Last update Fri Jan 20 13:27:27 2012

Windows

This describes the D implementation for 32 bit Windows systems. Naturally, Windows specific D features are not portable to other platforms.

Instead of the:

#include <windows.h>

of C, in D there is:

import std.c.windows.windows;

Calling Conventions

In C, the Windows API calling conventions are __stdcall. In D, it is simply:

extern (Windows)
{
	/* ... function declarations ... */
}

The Windows linkage attribute sets both the calling convention and the name mangling scheme to be compatible with Windows.
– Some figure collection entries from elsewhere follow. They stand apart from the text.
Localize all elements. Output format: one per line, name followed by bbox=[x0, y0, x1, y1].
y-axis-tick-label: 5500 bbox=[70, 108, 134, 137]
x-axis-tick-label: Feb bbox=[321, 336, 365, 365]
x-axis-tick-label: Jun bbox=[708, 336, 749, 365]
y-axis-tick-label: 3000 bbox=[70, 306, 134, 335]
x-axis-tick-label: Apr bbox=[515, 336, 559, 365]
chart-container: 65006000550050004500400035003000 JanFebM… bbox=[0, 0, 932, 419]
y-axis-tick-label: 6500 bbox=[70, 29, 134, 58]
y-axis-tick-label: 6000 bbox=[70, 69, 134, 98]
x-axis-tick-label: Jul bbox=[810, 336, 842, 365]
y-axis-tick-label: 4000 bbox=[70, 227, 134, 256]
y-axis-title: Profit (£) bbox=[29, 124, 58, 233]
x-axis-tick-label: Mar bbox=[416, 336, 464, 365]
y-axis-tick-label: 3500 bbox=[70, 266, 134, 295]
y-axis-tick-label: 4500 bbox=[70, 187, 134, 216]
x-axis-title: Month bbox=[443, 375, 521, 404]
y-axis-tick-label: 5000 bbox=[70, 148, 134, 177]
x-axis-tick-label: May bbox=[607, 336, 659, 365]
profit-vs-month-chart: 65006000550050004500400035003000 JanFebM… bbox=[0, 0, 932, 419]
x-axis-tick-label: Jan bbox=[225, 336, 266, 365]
For functions that in C would be __declspec(dllimport) or __declspec(dllexport), use the export attribute:

export void func(int foo);

If no function body is given, it's imported. If a function body is given, it's exported.

Windows Executables

Windows GUI applications can be written with D. A sample such can be found in \dmd2\samples\d\winsamp.d

These are required:

  1. Instead of a main function serving as the entry point, a WinMain function is needed.
  2. WinMain must follow this form:
    import core.runtime;
    import std.c.windows.windows;
    import std.string;
    
    extern (Windows)
    int WinMain(HINSTANCE hInstance,
        HINSTANCE hPrevInstance,
        LPSTR lpCmdLine,
        int nCmdShow)
    {
      int result;
    
      void exceptionHandler(Throwable e) {
        throw e;
      }
    
      try {
        Runtime.initialize(&exceptionHandler);
        result = myWinMain(hInstance, hPrevInstance, lpCmdLine, nCmdShow);
        Runtime.terminate(&exceptionHandler);
      }
    
      catch (Throwable e) { // catch any uncaught exceptions
        MessageBoxA(null, e.toString().toStringz, "Error",
            MB_OK | MB_ICONEXCLAMATION);
        result = 0;             // failed
      }
    
      return result;
    }
    
    int myWinMain(HINSTANCE hInstance,
        HINSTANCE hPrevInstance,
        LPSTR lpCmdLine,
        int nCmdShow)
    {
      // ... insert user code here ...
      return 0;
    }
    
    The myWinMain() function is where the user code goes, the rest of WinMain is boilerplate to initialize and shut down the D runtime system.
  3. A .def (Module Definition File) with at least the following two lines in it:
    EXETYPE NT
    SUBSYSTEM WINDOWS
    
    Without those, Win32 will open a text console window whenever the application is run.
  4. The presence of WinMain() is recognized by the compiler causing it to emit a reference to __acrtused_dll and the phobos.lib runtime library.

Windows Programming Examples

A collection of over 140 Windows D programming code examples is available at this Github repository.